Learning Structure Aware Deep Spectral Embedding
This addresses a limitation in spectral embedding for clustering real-world data with non-linear structures, representing an incremental improvement over existing subspace clustering methods.
The paper tackles the problem of spectral embedding not preserving subspace structure when data lies on non-linear manifolds, proposing a structure-aware deep spectral embedding that combines spectral embedding loss with structure preservation loss using attention-based self-expression learning, achieving excellent clustering performance on six real-world datasets compared to state-of-the-art methods.

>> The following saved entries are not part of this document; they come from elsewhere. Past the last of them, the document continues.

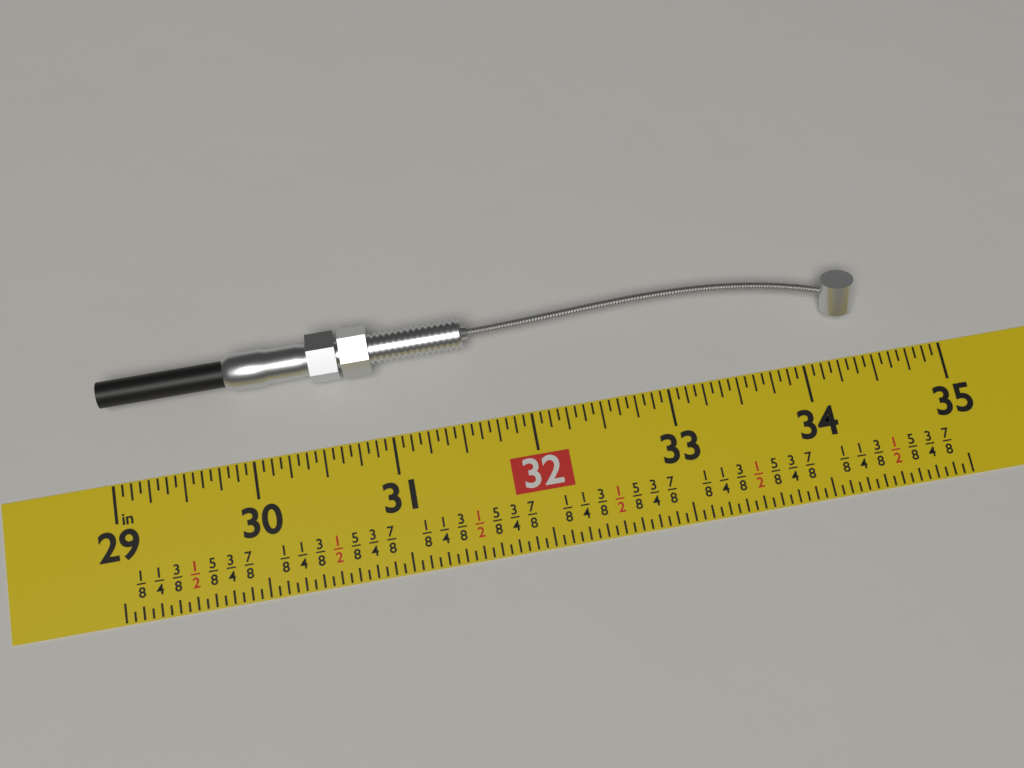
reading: 34.4375 in
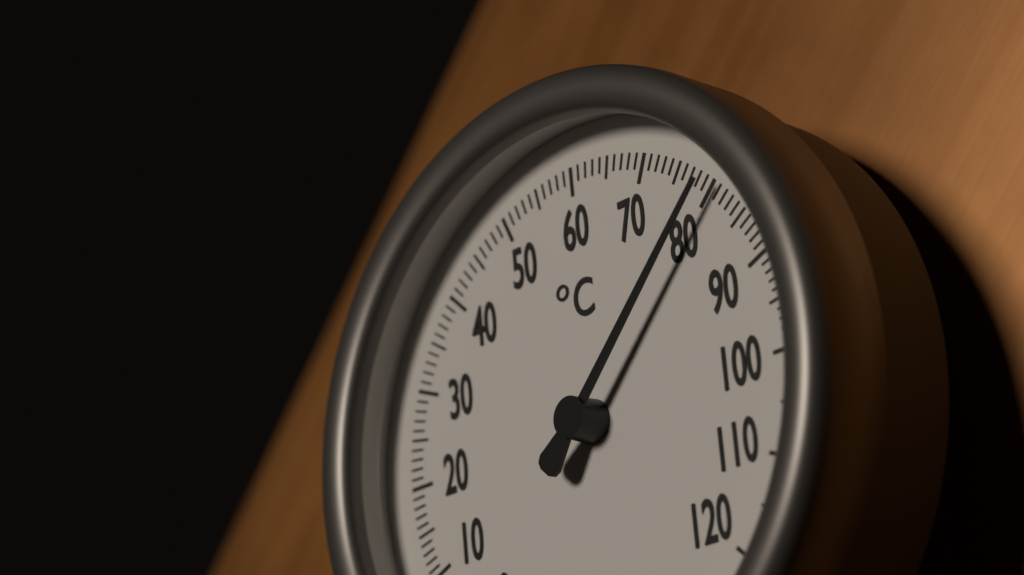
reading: 80 °C
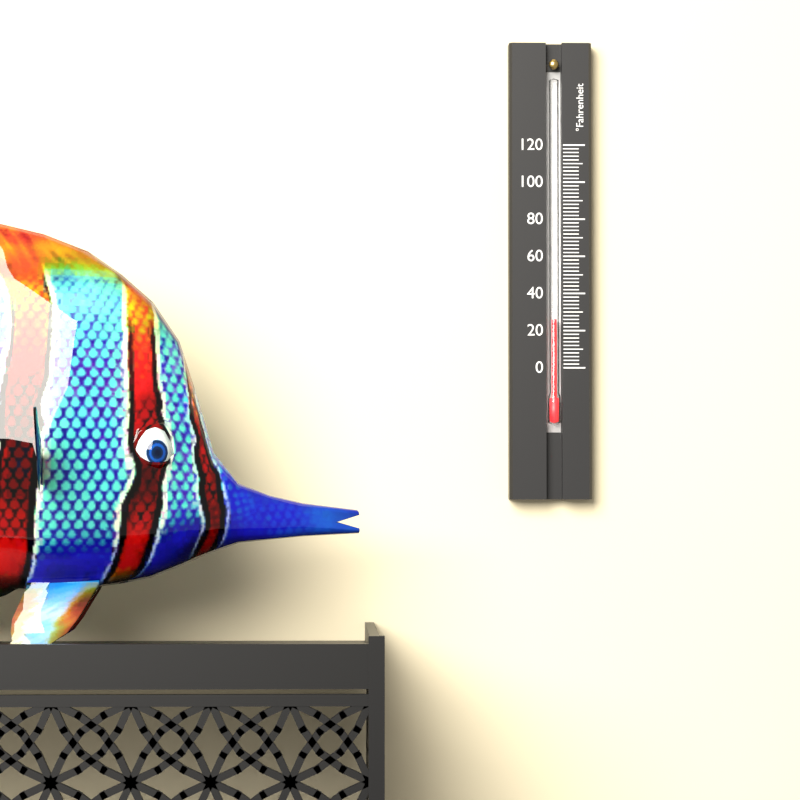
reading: 26 °F
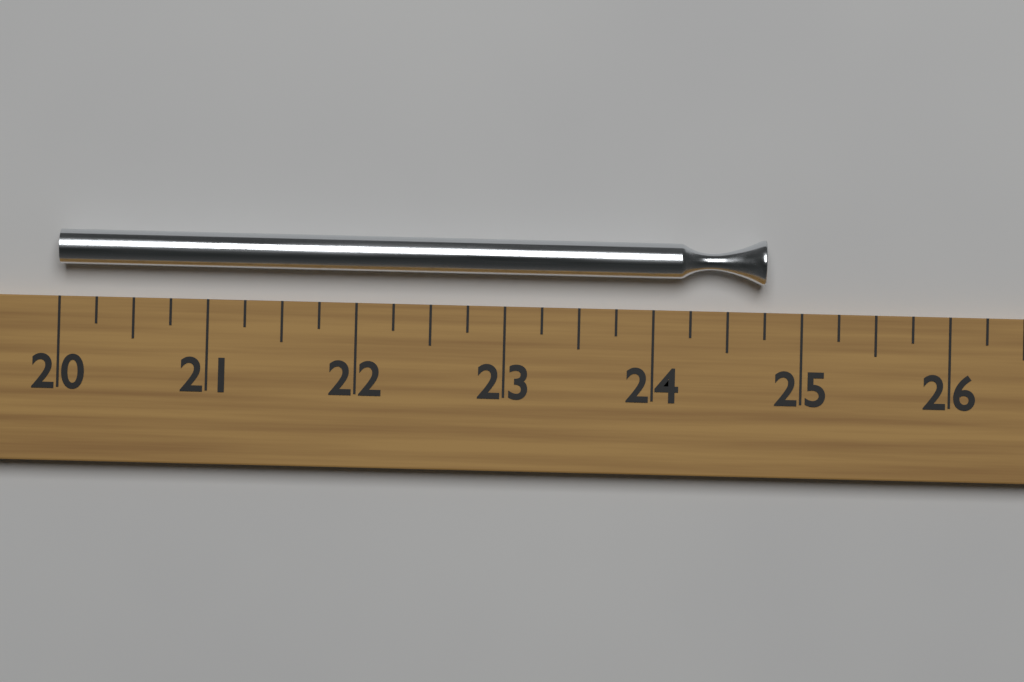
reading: 24.75 (no unit)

Spectral Embedding (SE) has often been used to map data points from non-linear manifolds to linear subspaces for the purpose of classification and clustering. Despite significant advantages, the subspace structure of data in the original space is not preserved in the embedding space. To address this issue subspace clustering has been proposed by replacing the SE graph affinity with a self-expression matrix. It works well if the data lies in a union of linear subspaces however, the performance may degrade in real-world applications where data often spans non-linear manifolds. To address this problem we propose a novel structure-aware deep spectral embedding by combining a spectral embedding loss and a structure preservation loss. To this end, a deep neural network architecture is proposed that simultaneously encodes both types of information and aims to generate structure-aware spectral embedding. The subspace structure of the input data is encoded by using attention-based self-expression learning. The proposed algorithm is evaluated on six publicly available real-world datasets. The results demonstrate the excellent clustering performance of the proposed algorithm compared to the existing state-of-the-art methods. The proposed algorithm has also exhibited better generalization to unseen data points and it is scalable to larger datasets without requiring significant computational resources.